Fig. 1 – (a) Section of a simulation involving 43 200 grains with 1 % polydispersity in a 32a×32a×400a system. Average (b) density for 1% (dashed line) and 15% polydispersity (solid line) along the height of a 3D chute. For 15% polydispersity, (c) the y−velocity and (d) average acceleration, in units of g and as measured by the material derivative dvy /dt = ∂t vy + vα ∂α vy . The inset in (d) shows the absolute value of the same data on a log scale, showing the 1g acceleration in the free fall region. (e) shows the pressure tensor components Pxx as the solid line and Pyy as the dashed line. The inset in (d) shows that the pressure approaches Eq. (3) as jamming is approached from the fluid phase [4].

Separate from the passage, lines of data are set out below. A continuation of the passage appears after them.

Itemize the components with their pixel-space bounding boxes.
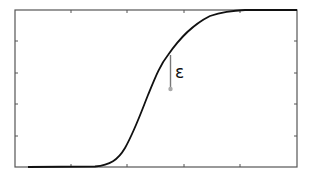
sigmoid-chart: ε (0, 0, 310, 179)
plot-frame (15, 10, 297, 167)
data-point (168, 87, 172, 91)
x-ticks (71, 10, 240, 167)
sigmoid-curve (28, 10, 297, 167)
epsilon-label: ε (175, 62, 184, 82)
y-ticks (15, 41, 297, 136)
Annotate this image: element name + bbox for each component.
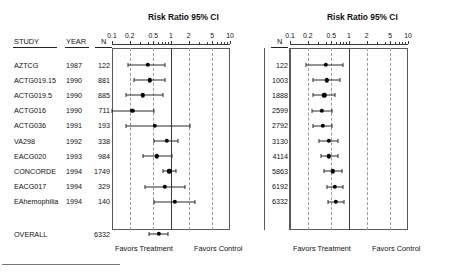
study-name-cell: EAhemophilia — [14, 197, 58, 206]
left-axis-tick-minor — [221, 42, 222, 44]
right-axis-tick-major — [331, 41, 332, 44]
right-ci-cap-lower — [318, 139, 319, 143]
right-favors-control-label: Favors Control — [372, 244, 420, 253]
right-ci-cap-upper — [342, 185, 343, 189]
right-axis-tick-minor — [405, 42, 406, 44]
left-ci-cap-upper — [190, 124, 191, 128]
study-name-cell: VA298 — [14, 137, 35, 146]
cumulative-n-cell: 1888 — [258, 91, 288, 100]
left-ci-cap-lower — [154, 200, 155, 204]
left-axis-tick-major — [171, 41, 172, 44]
right-axis-tick-major — [290, 41, 291, 44]
left-axis-tick-label: 0.5 — [149, 32, 158, 40]
left-axis-tick-minor — [140, 42, 141, 44]
left-null-effect-line — [171, 48, 172, 230]
right-gridline — [308, 48, 309, 230]
left-axis-tick-major — [153, 41, 154, 44]
right-axis-tick-minor — [343, 42, 344, 44]
left-axis-tick-label: 0.2 — [125, 32, 134, 40]
study-name-cell: ACTG036 — [14, 121, 46, 130]
right-gridline — [367, 48, 368, 230]
right-axis-line — [290, 44, 408, 45]
column-header-n-right: N — [277, 37, 282, 46]
right-axis-tick-minor — [385, 42, 386, 44]
n-header-rule-left — [95, 47, 112, 48]
right-axis-tick-minor — [346, 42, 347, 44]
left-axis-tick-major — [189, 41, 190, 44]
right-axis-tick-minor — [318, 42, 319, 44]
left-ci-cap-lower — [112, 109, 113, 113]
left-ci-cap-lower — [134, 78, 135, 82]
study-n-cell: 711 — [80, 106, 110, 115]
left-axis-tick-major — [230, 41, 231, 44]
study-n-cell: 329 — [80, 182, 110, 191]
left-ci-cap-upper — [177, 139, 178, 143]
cumulative-n-cell: 1003 — [258, 76, 288, 85]
study-n-cell: 984 — [80, 152, 110, 161]
study-header-rule — [13, 47, 57, 48]
left-axis-tick-minor — [224, 42, 225, 44]
right-axis-tick-major — [308, 41, 309, 44]
study-name-cell: EACG017 — [14, 182, 46, 191]
cumulative-n-cell: 6332 — [258, 197, 288, 206]
right-ci-cap-lower — [306, 63, 307, 67]
right-ci-cap-lower — [313, 124, 314, 128]
right-axis-tick-label: 0.1 — [285, 32, 294, 40]
left-axis-tick-minor — [207, 42, 208, 44]
right-ci-cap-lower — [313, 93, 314, 97]
left-ci-cap-upper — [162, 93, 163, 97]
right-axis-tick-minor — [399, 42, 400, 44]
left-ci-cap-lower — [128, 63, 129, 67]
left-confidence-interval — [126, 125, 190, 126]
right-ci-cap-upper — [337, 154, 338, 158]
left-ci-cap-upper — [195, 200, 196, 204]
left-axis-tick-minor — [199, 42, 200, 44]
left-gridline — [189, 48, 190, 230]
column-header-year: YEAR — [66, 37, 86, 46]
footer-rule — [2, 264, 120, 265]
right-ci-cap-lower — [323, 169, 324, 173]
right-ci-cap-upper — [341, 169, 342, 173]
right-axis-tick-major — [367, 41, 368, 44]
right-ci-cap-upper — [335, 93, 336, 97]
left-panel-title: Risk Ratio 95% CI — [148, 12, 219, 22]
left-axis-tick-minor — [165, 42, 166, 44]
left-ci-cap-lower — [142, 154, 143, 158]
left-axis-tick-minor — [162, 42, 163, 44]
left-ci-cap-upper — [175, 169, 176, 173]
right-axis-tick-major — [408, 41, 409, 44]
study-n-cell: 140 — [80, 197, 110, 206]
right-axis-tick-label: 5 — [388, 32, 392, 40]
study-n-cell: 338 — [80, 137, 110, 146]
right-panel-title: Risk Ratio 95% CI — [327, 12, 398, 22]
left-axis-tick-minor — [227, 42, 228, 44]
left-axis-line — [112, 44, 230, 45]
left-axis-tick-label: 2 — [187, 32, 191, 40]
study-name-cell: ACTG019.15 — [14, 76, 56, 85]
left-ci-cap-lower — [125, 93, 126, 97]
right-axis-tick-minor — [336, 42, 337, 44]
left-axis-tick-label: 5 — [210, 32, 214, 40]
right-ci-cap-upper — [337, 139, 338, 143]
cumulative-n-cell: 2599 — [258, 106, 288, 115]
right-null-effect-line — [349, 48, 350, 230]
right-gridline — [390, 48, 391, 230]
left-ci-cap-upper — [172, 154, 173, 158]
right-gridline — [331, 48, 332, 230]
right-ci-cap-lower — [320, 154, 321, 158]
study-n-cell: 881 — [80, 76, 110, 85]
cumulative-n-cell: 122 — [258, 61, 288, 70]
left-axis-tick-minor — [158, 42, 159, 44]
left-axis-tick-label: 10 — [226, 32, 234, 40]
study-n-cell: 1749 — [80, 167, 110, 176]
study-name-cell: ACTG019.5 — [14, 91, 52, 100]
right-axis-tick-label: 1 — [347, 32, 351, 40]
left-ci-cap-upper — [154, 109, 155, 113]
study-n-cell: 193 — [80, 121, 110, 130]
left-ci-cap-upper — [167, 232, 168, 236]
right-ci-cap-upper — [342, 63, 343, 67]
right-axis-tick-minor — [326, 42, 327, 44]
right-axis-tick-major — [349, 41, 350, 44]
column-header-n-left: N — [101, 37, 106, 46]
left-overall-marker — [157, 232, 161, 236]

the particles reflecting from the bottom with a probability p (typically p = 10%). Particles transmited through the bottom reappear at the top of the chute once again to fall down through it. Particles reflect off the walls of the chute with a partial loss, typically 10 %, in their vertical velocity. This is a simple effective way to model rough walls. The grain polydispersity is varied from 0 to 15% in different simulations [12]. Velocities after collision r˙ ′1 and r˙ ′2 in terms of velocities before collision, r˙ 1 and r˙ 2 , are   ′      (1 + µ) r˙ 1 r˙ 1 r˙ 1 · q −m2 m2 + = q, (1) r˙ 2 r˙ ′2 r˙ 2 · q m1 −m1 (m1 + m2 )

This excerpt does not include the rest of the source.